California’s interests in curbing drug abuse can overcome a patient’s expectation of privacy in his or her prescription history stored on the state’s CURES database, according to the Court of Appeal.
The court rejected a challenge by a physician that the Medical Board of California violated his patients’ privacy when it looked into his prescriptions via the state’s Controlled Substance Utilization Review and Evaluation System (CURES) without a subpoena.According to the facts set forth in the opinion, Medical Board of California v. Michael Chiarottino, the Medical Board obtained information in August 2011 that Dr. Chiarottino was possibly prescribing excessive medications to patients in violation of the Medical Practices Act. A Board investigator then obtained a CURES report of the physician’s prescribing history between August 2009 and February 2012. The investigator also obtained CURES reports on the prescription histories of five of Dr. Chiarottino’s patients over a 12-month period in 2011 and 2012 and the corresponding pharmacy records for these same patients.
The Medical Board’s medical expert conducted an independent review of these reports and identified “significant concerns and irregularities” in the physician’s prescriptions for controlled substances to these patients.
In February 2012, the Medical Board’s investigator sent letters to the five patients requesting release of their medical records related to prescriptions they received from Dr. Chiarottino and also subpoenaed the physician to produce the patients’ records. The patients objected to the release of their records and Dr. Chiarottino refused to produce the medical information.
When the Medical Board turned to court to enforce the subpoenas, it argued that it needed the records to “fulfill its monitoring responsibilities of public protection as mandated by California law.” Subject to certain limitations, the trial court said that Dr. Chiarottino must produce the records.
On appeal, Dr. Chairottino contended that the Medical Board’s “unfettered and extensive access to two-and-a-half years’ worth of all his patients’ CURES prescription information” violated his patients’ privacy rights under the California Constitution.
The First District Court of Appeal in Northern California began its analysis by noting that though patients can expect privacy in their medical information, “it is also well settled that an individual’s constitutional right to privacy is not absolute.”
The appellate court noted when schedules II, III, and IV controlled substances are concerned, pharmacies are required under state law to provide weekly updates to the State Department of Justice (the same agency that maintains jurisdiction over CURES) with the names, addresses, and phone numbers of prescribed users. “This information, in turn, may be given to state, local, or federal agencies for purposes of criminal or disciplinary investigations,” the court explained.
“Defendant argues that the Board violated the rights of all his patients by, essentially, conducting a fishing expedition into records of his prescribing activities as reflected in the CURES database,” the Court said. “However, there is no evidence that the Board acted outside the scope of its investigative mandate.” The court noted that Dr. Chiarottino did not contend that the Medical Board improperly disclosed any CURES to a third party nor did he argue the Medical Board had any improper motive in deciding to investigate his prescription activities.
“Balancing society’s substantial interests in reducing the illegitimate use of dangerously addictive prescription drugs against the relatively minor intrusion upon a patient’s reasonable expectations of privacy when he or she is given a prescription by a treating physician, we conclude that, as applied to such patients, the Board’s actions here in accessing and compiling data from the CURES database did not violate Article 1, Section 1 of the state Constitution.”
Author Gordon Ownby is General Counsel for the Cooperative of American Physicians, Inc.(CAP).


WHAT YOU NEED TO DO → Could you find every line in the records below that contains the word "image" and copy it?

(Dataset rows about figures)
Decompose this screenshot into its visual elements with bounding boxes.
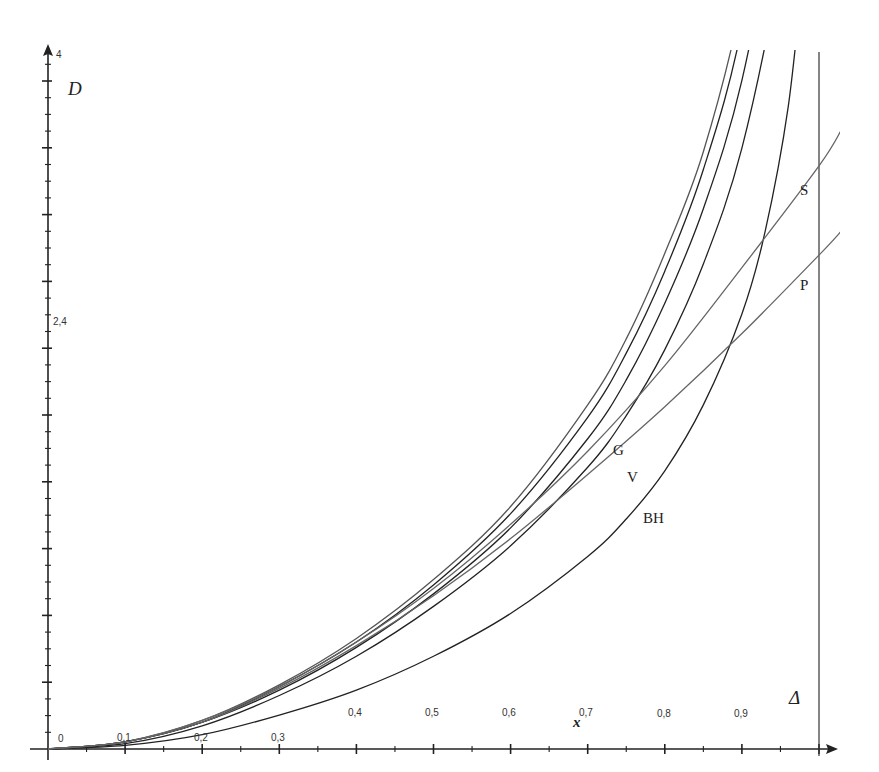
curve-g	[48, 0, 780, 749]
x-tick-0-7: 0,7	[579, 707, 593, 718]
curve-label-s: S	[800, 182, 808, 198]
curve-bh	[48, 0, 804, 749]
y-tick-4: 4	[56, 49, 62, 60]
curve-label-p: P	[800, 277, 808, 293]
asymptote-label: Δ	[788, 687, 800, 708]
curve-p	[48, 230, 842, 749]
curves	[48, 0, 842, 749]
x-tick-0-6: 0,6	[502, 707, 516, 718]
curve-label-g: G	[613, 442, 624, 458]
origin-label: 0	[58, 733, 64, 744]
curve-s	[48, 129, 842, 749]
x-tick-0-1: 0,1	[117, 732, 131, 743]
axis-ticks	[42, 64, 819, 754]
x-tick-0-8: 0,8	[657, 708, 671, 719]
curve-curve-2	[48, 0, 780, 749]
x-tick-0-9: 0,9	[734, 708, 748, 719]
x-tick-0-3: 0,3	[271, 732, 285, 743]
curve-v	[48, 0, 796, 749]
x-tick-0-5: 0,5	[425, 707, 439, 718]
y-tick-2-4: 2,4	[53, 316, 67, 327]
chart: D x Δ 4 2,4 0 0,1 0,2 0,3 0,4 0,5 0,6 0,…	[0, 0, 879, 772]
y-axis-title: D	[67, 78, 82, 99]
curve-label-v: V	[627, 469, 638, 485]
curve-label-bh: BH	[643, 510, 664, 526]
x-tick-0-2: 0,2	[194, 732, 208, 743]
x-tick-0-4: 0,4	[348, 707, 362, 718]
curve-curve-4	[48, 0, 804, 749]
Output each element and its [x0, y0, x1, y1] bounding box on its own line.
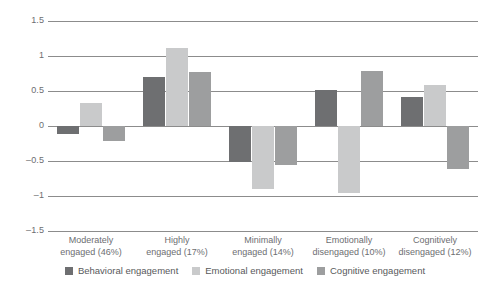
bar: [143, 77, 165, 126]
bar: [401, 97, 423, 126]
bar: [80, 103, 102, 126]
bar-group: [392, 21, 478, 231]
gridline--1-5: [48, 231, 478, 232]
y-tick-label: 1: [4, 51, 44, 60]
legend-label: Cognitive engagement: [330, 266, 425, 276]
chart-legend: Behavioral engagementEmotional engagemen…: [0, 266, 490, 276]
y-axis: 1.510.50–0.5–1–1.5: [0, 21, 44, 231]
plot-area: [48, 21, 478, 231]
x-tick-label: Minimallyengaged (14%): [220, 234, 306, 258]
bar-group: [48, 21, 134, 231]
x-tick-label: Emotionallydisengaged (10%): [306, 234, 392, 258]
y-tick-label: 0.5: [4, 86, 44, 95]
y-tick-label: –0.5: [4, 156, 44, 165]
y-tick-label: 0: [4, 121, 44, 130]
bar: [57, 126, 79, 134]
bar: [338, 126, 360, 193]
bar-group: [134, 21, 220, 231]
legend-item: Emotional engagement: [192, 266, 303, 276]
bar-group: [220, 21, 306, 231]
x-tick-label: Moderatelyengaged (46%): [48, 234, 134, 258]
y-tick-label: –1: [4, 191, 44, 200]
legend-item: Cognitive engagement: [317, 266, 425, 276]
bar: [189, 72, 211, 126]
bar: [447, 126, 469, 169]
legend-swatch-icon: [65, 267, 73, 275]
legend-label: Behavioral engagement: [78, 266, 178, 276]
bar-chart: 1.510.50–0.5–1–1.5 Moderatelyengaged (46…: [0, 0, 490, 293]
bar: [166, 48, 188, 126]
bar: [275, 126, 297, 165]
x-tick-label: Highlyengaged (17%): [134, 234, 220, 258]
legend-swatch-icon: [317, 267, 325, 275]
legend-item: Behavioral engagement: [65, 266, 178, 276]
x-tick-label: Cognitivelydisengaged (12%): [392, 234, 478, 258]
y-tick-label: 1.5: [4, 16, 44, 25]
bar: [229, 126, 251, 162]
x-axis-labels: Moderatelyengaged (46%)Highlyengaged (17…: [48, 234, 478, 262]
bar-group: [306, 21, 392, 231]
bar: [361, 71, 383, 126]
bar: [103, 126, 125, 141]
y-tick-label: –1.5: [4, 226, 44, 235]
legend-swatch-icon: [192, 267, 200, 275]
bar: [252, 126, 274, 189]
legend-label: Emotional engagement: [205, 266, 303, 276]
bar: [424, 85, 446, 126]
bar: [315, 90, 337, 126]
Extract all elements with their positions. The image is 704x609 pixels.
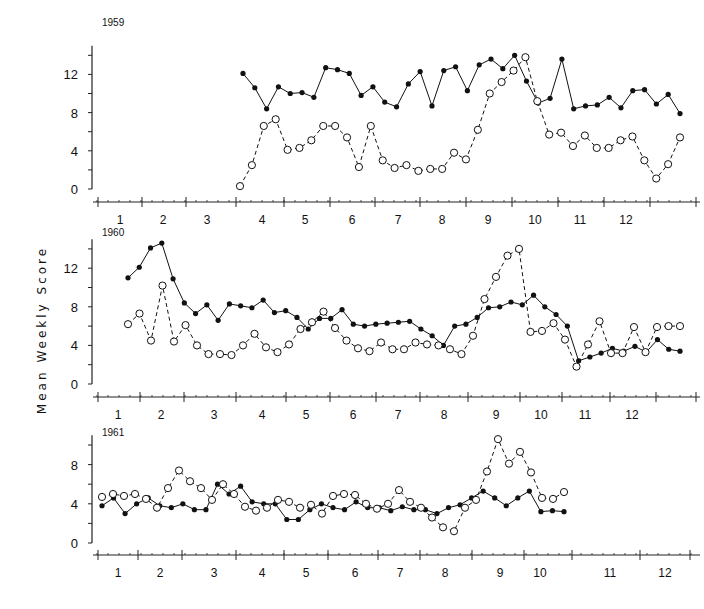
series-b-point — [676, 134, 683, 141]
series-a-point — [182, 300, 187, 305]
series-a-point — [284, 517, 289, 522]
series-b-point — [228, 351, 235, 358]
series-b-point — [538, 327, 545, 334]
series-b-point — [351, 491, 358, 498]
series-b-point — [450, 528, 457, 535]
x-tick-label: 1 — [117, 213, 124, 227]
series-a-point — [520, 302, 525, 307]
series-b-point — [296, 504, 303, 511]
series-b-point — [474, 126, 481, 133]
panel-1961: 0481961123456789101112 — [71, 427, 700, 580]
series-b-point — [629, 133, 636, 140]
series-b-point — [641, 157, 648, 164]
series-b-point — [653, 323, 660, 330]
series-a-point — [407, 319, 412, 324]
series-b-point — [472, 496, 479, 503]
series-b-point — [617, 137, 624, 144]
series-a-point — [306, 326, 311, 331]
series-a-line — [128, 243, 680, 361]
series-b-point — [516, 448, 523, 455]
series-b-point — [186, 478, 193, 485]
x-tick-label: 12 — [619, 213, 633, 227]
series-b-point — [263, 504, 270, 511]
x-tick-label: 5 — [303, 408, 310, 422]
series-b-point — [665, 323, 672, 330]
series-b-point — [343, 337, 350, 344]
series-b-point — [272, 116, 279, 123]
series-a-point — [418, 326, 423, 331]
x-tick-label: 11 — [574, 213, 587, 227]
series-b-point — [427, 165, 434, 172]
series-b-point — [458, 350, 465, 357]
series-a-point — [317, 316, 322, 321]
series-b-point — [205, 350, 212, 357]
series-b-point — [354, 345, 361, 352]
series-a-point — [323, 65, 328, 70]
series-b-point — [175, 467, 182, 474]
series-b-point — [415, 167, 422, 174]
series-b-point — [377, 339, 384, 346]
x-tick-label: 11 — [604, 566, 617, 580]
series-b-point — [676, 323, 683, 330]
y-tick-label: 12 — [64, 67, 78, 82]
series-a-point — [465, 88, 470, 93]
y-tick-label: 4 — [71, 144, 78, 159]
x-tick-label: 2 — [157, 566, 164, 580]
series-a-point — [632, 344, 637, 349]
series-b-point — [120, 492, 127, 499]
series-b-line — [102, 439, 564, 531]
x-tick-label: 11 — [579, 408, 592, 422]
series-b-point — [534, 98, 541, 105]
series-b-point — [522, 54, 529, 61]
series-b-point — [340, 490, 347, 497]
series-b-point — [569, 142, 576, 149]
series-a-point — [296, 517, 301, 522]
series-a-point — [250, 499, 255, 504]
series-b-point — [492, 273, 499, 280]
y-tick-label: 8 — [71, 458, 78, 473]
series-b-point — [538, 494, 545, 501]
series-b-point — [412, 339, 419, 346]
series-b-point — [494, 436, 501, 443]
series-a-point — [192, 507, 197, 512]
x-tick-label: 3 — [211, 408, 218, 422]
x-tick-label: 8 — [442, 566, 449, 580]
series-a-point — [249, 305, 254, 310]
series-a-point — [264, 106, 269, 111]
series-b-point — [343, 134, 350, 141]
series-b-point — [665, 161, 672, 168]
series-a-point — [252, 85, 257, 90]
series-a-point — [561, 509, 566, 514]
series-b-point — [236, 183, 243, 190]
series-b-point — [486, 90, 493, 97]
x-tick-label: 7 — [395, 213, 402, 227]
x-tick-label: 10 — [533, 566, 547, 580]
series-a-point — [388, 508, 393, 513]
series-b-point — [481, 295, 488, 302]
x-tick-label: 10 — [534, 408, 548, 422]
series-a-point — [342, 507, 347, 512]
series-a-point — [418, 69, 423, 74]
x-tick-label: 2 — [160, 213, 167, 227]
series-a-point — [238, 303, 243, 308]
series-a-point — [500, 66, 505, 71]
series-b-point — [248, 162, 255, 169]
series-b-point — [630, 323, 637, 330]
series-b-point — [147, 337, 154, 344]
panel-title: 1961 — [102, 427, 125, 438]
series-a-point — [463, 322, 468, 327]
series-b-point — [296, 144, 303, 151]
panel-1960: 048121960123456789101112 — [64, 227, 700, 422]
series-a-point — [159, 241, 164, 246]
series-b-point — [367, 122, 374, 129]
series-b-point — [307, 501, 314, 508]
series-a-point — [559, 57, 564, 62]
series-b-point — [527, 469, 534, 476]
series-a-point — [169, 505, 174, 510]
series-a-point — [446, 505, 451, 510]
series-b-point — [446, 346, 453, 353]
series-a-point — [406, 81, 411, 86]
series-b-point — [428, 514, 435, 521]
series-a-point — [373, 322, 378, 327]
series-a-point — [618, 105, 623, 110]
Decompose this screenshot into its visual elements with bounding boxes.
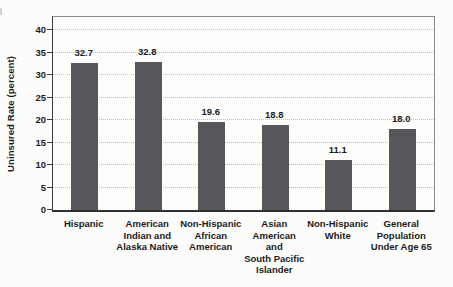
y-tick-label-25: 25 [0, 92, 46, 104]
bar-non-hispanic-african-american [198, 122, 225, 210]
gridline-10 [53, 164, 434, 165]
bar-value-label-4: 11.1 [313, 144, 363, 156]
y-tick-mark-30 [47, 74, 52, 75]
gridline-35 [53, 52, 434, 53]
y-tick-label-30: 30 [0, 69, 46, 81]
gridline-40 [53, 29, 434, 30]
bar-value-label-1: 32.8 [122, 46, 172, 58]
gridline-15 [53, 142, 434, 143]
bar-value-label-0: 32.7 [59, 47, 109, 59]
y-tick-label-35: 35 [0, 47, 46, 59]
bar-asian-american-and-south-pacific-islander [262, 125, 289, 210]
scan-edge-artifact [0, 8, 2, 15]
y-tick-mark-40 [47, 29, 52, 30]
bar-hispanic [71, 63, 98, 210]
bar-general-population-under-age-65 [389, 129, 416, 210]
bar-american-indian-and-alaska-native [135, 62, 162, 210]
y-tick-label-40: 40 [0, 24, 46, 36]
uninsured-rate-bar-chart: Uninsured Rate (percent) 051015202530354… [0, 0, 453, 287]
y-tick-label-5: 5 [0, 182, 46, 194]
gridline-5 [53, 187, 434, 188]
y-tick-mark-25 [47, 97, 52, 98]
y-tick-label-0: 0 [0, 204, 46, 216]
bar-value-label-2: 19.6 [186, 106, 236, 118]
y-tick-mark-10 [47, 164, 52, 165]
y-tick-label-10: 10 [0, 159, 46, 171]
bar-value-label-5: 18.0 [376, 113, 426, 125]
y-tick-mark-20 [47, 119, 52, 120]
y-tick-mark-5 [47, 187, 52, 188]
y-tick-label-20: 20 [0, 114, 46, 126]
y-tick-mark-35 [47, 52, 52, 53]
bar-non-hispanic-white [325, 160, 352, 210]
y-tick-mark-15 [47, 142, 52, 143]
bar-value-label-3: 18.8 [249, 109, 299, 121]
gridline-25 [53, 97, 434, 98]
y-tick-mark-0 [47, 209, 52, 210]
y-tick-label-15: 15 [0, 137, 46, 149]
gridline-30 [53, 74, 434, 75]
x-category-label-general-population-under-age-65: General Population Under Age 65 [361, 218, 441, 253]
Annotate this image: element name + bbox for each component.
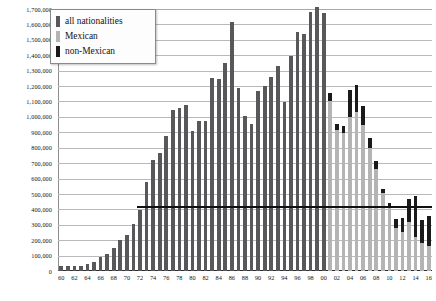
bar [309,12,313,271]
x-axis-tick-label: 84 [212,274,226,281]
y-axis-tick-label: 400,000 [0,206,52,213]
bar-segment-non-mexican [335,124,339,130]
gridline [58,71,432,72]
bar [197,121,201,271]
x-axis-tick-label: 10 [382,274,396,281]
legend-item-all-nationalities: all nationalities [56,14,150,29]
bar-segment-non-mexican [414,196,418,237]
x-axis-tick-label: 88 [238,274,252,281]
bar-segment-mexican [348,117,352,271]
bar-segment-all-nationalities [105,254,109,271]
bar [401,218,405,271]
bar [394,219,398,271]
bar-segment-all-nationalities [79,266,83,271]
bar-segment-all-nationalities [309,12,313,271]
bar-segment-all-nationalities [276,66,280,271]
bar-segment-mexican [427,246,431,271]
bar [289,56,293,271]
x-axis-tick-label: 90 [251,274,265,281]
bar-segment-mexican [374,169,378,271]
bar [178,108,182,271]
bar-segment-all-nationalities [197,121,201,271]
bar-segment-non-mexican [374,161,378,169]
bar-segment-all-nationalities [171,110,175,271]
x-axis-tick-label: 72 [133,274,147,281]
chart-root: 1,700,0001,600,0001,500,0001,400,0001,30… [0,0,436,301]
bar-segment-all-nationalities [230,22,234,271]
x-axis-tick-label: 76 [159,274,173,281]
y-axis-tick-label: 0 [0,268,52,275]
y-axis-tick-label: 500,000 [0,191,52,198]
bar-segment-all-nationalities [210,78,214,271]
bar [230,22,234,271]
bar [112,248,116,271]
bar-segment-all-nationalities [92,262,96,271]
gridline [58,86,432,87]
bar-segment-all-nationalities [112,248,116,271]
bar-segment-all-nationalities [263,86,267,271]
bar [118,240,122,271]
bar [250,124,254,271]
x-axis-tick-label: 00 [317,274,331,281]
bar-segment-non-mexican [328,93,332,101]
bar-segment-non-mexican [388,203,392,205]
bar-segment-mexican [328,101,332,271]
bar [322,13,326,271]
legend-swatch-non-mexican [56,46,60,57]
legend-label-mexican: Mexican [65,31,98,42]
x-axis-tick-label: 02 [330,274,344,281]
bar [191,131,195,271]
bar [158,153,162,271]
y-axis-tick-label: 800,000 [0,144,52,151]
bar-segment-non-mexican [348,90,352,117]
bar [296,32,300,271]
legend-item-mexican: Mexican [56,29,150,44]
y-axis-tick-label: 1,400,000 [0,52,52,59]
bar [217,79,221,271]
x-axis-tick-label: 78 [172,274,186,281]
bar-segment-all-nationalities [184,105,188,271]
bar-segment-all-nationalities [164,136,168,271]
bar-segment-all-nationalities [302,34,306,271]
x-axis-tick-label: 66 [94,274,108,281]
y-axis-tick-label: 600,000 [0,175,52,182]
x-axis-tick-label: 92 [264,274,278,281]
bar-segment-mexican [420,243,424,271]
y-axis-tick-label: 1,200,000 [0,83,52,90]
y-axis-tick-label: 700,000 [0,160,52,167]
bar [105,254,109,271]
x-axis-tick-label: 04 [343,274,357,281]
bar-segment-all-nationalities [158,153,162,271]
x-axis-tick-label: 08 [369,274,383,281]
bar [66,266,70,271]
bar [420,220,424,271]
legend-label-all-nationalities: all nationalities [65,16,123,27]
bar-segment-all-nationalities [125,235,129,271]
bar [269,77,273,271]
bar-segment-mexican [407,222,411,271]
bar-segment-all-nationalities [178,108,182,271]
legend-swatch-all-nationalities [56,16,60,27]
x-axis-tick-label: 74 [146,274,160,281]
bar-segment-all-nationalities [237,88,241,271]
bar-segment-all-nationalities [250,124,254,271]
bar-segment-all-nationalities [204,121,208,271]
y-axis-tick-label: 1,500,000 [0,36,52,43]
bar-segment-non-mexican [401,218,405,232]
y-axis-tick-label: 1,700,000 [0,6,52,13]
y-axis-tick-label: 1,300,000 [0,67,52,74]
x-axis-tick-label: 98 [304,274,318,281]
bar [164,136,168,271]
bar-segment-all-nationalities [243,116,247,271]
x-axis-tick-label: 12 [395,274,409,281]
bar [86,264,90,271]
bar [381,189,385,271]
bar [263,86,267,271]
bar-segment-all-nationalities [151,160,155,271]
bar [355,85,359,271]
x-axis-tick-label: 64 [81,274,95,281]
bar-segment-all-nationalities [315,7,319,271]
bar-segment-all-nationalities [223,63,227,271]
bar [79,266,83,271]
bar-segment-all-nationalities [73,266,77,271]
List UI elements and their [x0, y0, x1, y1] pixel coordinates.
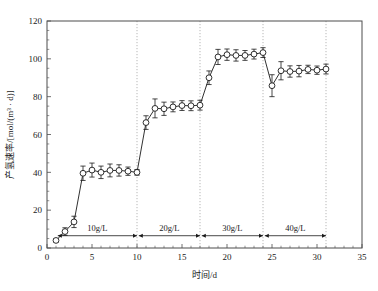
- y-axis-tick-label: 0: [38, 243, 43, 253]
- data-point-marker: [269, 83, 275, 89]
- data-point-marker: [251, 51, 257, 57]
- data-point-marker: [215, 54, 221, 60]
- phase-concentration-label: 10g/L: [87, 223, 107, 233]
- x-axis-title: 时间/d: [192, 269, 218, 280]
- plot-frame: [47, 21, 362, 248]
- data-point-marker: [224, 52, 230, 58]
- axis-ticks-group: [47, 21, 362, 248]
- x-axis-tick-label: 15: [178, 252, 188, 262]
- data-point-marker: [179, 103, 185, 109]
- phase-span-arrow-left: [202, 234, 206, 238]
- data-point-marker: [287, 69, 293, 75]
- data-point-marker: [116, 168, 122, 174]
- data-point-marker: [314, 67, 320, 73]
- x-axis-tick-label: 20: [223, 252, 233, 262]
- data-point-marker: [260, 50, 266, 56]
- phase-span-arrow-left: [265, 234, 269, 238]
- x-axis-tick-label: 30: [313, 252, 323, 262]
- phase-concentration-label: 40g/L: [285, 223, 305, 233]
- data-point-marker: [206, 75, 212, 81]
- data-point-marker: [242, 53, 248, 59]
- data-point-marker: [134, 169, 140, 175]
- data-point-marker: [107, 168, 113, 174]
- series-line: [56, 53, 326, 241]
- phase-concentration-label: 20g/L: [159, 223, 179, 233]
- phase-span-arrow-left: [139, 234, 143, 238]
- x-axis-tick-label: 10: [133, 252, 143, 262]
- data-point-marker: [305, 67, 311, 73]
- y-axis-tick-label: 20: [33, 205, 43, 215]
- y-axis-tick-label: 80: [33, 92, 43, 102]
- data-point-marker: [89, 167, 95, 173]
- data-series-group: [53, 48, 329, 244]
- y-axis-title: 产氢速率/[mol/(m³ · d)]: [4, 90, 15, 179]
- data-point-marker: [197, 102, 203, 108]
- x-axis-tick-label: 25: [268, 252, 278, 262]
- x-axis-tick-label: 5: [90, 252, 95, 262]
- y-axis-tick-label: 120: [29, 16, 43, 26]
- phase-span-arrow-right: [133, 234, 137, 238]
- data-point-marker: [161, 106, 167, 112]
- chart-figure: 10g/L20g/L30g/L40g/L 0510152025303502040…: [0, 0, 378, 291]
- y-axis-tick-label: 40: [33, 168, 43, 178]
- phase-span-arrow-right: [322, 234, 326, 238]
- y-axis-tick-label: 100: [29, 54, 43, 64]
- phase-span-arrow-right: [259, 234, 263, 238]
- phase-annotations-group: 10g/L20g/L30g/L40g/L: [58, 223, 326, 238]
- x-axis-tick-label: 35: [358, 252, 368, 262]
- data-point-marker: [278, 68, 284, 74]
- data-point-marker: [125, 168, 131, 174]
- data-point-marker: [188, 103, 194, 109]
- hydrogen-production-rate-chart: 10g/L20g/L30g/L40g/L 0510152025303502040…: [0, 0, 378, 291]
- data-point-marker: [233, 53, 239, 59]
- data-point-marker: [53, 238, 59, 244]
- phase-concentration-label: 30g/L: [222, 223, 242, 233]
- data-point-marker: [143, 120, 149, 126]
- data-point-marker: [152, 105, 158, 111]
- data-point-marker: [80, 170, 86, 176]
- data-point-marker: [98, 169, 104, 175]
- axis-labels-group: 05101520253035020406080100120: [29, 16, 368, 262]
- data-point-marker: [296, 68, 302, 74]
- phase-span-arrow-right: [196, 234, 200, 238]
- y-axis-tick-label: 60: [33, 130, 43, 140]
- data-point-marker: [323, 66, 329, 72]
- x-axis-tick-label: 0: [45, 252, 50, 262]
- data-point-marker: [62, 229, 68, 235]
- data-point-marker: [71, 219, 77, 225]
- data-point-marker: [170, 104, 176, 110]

TASK RESULT →
Extract all elements with their positions. The image is 704x609 pixels.
Annotate this image: element name + bbox for each component.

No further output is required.